Short-barreled rifles are hardly unusual. The brief reports 1,178,348 registered SBRs as of June 8, 2026, and says they may be lawfully possessed in 45 states. Americans use them for home defense, hunting, and recreational shooting. Their shorter barrels make them more maneuverable than standard rifles, while their stocks make them easier to control accurately than handguns.
The NFA’s “Historical Accident”
The amici also demolish the mythology surrounding the NFA’s barrel-length cutoff. The legislation that became the NFA did not originally target SBR possession. The minimum rifle-barrel length was added as a safe harbor after lawmakers worried that the bill’s concealable-firearm language might accidentally impose a steep tax on ordinary hunting rifles.
“The NFA’s application to short-barreled rifles was thus a historical accident and not a necessary measure to keep arms away from criminals,” the brief argues. It adds that “no one mentioned a short-barreled rifle having any criminal use” during the relevant Senate hearings.

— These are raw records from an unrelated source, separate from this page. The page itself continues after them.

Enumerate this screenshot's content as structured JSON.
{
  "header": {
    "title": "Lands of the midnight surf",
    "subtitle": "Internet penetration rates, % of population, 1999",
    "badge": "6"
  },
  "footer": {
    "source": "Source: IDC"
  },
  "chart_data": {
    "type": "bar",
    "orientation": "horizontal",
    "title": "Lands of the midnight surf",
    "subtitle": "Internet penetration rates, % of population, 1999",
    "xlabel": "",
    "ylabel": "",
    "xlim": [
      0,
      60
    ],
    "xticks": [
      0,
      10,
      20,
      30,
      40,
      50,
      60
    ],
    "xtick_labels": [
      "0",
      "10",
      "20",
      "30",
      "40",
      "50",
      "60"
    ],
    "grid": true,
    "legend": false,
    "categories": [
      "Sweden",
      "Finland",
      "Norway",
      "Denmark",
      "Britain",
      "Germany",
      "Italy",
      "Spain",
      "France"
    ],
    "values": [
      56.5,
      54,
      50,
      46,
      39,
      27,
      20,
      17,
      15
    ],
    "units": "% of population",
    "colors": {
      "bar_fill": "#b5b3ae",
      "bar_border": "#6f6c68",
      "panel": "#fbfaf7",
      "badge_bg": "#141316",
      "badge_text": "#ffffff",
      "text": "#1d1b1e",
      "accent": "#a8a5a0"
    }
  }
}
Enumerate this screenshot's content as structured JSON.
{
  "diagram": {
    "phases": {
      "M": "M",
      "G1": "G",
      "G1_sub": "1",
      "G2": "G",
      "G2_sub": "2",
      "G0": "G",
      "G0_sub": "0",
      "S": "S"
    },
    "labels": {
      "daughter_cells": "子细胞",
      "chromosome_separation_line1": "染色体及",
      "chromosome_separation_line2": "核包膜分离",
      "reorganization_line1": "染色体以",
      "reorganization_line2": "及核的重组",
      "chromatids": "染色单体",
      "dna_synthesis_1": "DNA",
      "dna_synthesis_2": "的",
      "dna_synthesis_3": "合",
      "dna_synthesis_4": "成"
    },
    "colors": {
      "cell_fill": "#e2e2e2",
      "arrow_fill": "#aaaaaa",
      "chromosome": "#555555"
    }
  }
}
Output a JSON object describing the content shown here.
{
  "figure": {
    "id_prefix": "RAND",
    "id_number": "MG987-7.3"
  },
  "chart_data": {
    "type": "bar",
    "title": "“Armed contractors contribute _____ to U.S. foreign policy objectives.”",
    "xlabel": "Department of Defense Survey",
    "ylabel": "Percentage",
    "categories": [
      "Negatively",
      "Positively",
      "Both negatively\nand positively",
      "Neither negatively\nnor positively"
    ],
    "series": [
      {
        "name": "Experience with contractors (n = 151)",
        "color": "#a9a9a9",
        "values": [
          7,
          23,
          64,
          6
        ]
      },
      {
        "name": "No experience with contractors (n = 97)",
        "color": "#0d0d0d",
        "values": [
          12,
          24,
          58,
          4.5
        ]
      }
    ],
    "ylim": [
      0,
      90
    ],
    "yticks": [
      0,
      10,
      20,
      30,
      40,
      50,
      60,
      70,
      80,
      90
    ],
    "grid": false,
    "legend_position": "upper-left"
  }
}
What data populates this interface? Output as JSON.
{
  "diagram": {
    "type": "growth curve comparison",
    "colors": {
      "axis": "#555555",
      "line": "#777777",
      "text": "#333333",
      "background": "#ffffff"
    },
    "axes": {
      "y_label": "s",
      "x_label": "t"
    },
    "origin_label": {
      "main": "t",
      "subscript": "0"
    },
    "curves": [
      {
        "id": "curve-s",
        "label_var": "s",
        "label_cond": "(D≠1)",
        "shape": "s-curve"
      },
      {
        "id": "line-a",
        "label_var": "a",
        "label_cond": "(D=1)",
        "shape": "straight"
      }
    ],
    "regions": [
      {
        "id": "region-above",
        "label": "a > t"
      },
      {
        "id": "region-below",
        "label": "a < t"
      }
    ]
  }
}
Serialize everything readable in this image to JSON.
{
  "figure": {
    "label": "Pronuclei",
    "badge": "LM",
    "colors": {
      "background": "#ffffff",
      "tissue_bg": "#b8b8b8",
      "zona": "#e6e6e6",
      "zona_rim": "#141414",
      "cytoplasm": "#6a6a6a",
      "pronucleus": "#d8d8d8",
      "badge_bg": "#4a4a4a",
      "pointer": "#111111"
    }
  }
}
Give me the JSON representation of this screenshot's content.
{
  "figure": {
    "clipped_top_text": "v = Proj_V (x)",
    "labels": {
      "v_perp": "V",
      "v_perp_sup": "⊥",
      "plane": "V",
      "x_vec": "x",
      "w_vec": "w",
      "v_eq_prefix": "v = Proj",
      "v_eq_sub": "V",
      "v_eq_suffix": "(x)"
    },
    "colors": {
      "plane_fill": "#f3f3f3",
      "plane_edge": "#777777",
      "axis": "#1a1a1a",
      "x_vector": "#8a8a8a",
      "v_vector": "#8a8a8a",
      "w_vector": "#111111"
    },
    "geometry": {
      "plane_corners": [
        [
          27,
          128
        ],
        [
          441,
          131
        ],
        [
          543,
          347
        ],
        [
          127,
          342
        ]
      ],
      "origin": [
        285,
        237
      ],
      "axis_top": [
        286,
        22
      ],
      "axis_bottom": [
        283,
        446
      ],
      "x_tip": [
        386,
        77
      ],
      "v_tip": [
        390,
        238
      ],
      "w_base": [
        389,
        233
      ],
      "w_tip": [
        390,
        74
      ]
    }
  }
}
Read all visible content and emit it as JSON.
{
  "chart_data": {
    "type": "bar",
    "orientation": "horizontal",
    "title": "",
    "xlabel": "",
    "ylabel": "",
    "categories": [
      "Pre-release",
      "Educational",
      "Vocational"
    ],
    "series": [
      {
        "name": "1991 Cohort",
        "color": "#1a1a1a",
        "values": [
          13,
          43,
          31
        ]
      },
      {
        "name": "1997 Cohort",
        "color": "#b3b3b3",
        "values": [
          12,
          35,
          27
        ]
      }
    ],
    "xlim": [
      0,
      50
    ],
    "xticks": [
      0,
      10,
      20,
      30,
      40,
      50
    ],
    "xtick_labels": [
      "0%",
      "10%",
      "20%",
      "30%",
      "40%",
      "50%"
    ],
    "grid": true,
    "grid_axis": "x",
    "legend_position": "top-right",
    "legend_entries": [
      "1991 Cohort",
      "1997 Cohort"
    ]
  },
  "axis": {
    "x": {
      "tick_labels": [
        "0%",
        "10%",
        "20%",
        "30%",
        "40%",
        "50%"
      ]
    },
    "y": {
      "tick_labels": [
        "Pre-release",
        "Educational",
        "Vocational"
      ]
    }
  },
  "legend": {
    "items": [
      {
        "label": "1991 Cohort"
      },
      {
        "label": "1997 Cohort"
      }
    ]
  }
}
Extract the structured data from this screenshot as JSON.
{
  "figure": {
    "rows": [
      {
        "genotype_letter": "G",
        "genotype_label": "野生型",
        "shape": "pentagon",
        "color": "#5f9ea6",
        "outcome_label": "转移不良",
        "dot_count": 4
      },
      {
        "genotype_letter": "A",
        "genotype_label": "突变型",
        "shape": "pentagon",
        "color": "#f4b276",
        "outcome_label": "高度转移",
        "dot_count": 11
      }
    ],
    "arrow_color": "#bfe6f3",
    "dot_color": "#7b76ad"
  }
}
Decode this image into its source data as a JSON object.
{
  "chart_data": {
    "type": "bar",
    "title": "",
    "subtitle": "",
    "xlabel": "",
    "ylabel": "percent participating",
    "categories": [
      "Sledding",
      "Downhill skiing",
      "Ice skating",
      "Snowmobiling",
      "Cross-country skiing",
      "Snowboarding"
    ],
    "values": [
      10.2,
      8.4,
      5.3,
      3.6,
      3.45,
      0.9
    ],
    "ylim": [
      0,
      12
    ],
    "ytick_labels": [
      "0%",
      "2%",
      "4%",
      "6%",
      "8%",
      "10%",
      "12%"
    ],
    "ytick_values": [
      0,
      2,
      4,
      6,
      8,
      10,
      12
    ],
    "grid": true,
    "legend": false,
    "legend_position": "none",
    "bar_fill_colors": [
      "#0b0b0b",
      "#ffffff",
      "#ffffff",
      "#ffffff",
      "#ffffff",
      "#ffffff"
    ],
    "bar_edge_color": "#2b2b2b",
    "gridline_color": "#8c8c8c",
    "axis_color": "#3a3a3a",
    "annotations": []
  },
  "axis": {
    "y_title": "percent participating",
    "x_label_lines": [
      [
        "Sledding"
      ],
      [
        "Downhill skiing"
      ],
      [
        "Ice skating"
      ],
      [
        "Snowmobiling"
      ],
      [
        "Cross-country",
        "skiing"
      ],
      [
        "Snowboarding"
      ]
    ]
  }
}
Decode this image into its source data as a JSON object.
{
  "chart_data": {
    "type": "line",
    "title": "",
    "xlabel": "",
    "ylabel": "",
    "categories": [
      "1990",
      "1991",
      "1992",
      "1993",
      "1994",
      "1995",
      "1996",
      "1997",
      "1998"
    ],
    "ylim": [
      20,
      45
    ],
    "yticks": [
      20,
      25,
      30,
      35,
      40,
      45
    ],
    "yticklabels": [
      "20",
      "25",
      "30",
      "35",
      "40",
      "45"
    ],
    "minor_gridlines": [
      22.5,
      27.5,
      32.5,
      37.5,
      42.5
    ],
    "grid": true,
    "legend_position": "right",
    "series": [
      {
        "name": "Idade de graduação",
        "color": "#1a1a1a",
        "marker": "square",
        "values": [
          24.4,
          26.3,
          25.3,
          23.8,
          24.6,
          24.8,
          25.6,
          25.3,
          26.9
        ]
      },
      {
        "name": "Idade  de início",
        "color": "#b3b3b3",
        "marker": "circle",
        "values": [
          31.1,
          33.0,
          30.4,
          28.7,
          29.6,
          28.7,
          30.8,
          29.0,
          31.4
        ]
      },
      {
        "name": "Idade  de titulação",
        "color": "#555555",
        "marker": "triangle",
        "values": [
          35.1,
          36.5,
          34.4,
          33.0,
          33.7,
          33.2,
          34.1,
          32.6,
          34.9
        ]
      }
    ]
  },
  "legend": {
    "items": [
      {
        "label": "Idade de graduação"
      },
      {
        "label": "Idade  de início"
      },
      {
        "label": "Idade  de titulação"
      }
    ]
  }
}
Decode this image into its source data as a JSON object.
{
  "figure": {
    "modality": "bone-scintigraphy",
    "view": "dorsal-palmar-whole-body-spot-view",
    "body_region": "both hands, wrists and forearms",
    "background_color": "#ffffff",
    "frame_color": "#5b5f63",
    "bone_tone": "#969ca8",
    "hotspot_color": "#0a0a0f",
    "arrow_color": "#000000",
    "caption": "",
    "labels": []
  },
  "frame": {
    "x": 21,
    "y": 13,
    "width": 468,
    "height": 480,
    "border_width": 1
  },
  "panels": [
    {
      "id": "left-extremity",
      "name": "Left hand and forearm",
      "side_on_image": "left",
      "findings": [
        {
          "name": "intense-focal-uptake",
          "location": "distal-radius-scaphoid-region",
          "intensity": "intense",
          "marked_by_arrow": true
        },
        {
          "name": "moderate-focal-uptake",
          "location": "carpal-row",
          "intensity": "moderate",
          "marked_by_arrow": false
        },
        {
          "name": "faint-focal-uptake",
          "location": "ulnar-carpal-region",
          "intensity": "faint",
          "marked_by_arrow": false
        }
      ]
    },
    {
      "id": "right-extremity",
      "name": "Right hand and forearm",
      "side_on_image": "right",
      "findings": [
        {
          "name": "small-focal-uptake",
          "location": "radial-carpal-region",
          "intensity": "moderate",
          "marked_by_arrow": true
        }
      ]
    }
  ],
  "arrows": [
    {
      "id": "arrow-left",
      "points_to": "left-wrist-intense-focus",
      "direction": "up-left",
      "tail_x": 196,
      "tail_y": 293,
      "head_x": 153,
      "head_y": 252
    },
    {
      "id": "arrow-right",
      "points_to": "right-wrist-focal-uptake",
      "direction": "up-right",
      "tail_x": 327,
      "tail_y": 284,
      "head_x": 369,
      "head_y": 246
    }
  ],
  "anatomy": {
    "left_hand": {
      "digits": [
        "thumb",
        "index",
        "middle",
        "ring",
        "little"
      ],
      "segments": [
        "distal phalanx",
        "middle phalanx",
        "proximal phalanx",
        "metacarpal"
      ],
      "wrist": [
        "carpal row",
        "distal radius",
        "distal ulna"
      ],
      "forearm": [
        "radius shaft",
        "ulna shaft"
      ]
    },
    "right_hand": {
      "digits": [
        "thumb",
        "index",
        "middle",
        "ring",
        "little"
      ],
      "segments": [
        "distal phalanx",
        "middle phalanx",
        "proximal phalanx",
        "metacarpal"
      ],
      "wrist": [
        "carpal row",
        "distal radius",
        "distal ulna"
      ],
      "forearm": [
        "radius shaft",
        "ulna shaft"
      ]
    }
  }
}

The government’s supposed historical analogues are even less persuasive. Prosecutors cited a 1631 Virginia census that recorded arms alongside corn, cattle, hogs, goats, boats, gardens, and orchards. But that census helped ensure colonists could comply with laws requiring them to possess and carry firearms. A colonial gun mandate is not a federal gun registry.
Other examples concerned selling arms to hostile foreign powers, proof-testing defective barrels, and inspecting gunpowder storage. None required peaceful Americans to submit fingerprints and photographs, obtain advance federal permission, and enter their rifles into a national registry under threat of felony imprisonment.
Miller, Wolford, and the Trump DOJ
The government also leans on United States v. Miller, but that 1939 case concerned a short-barreled shotgun, not a rifle, and the defendant never appeared or presented evidence. More importantly, Heller and Bruen focus on arms in common use today. Constitutional protection is not frozen according to whatever evidence was missing from an uncontested record nearly 90 years ago.
AmmoLand readers have watched the NFA’s foundation weaken since Congress reduced the transfer tax on SBRs, suppressors, short-barreled shotguns, and AOWs to zero. The registry survived even after its revenue rationale disappeared. Machamer now presents the Sixth Circuit with the criminal-law consequence: a paperwork regime without historical support can still send an American to federal prison for many years.
FPC President Brandon Combs put the political stakes directly on the Trump administration.
“The Trump DOJ wants courts to treat the Second Amendment like a second-class right instead of a full constitutional guarantee,” Combs said. “Fundamental rights are not privileges to be sold back to Americans through special taxes and bureaucratic permission slips.”
That is the question now before the Sixth Circuit. Can Washington turn a commonly owned rifle into contraband unless its owner receives bureaucratic permission, when the government cannot identify a comparable American tradition?
The answer should be no. A drafting accident, a livestock census, and laws against arming foreign enemies cannot justify registering American citizens—or imprisoning them for refusing to ask permission before exercising a constitutional right.
About Duncan Johnson:
Duncan Johnson is a lifelong firearms enthusiast and unwavering defender of the Second Amendment—where “shall not be infringed” means exactly what it says. A graduate of George Mason University, he enjoys competing in local USPSA and multi-gun competitions whenever he’s not covering the latest in gun rights and firearm policy. Duncan is a regular contributor to AmmoLand News and serves as part of the editorial team responsible for AmmoLand’s daily gun-rights reporting and industry coverage.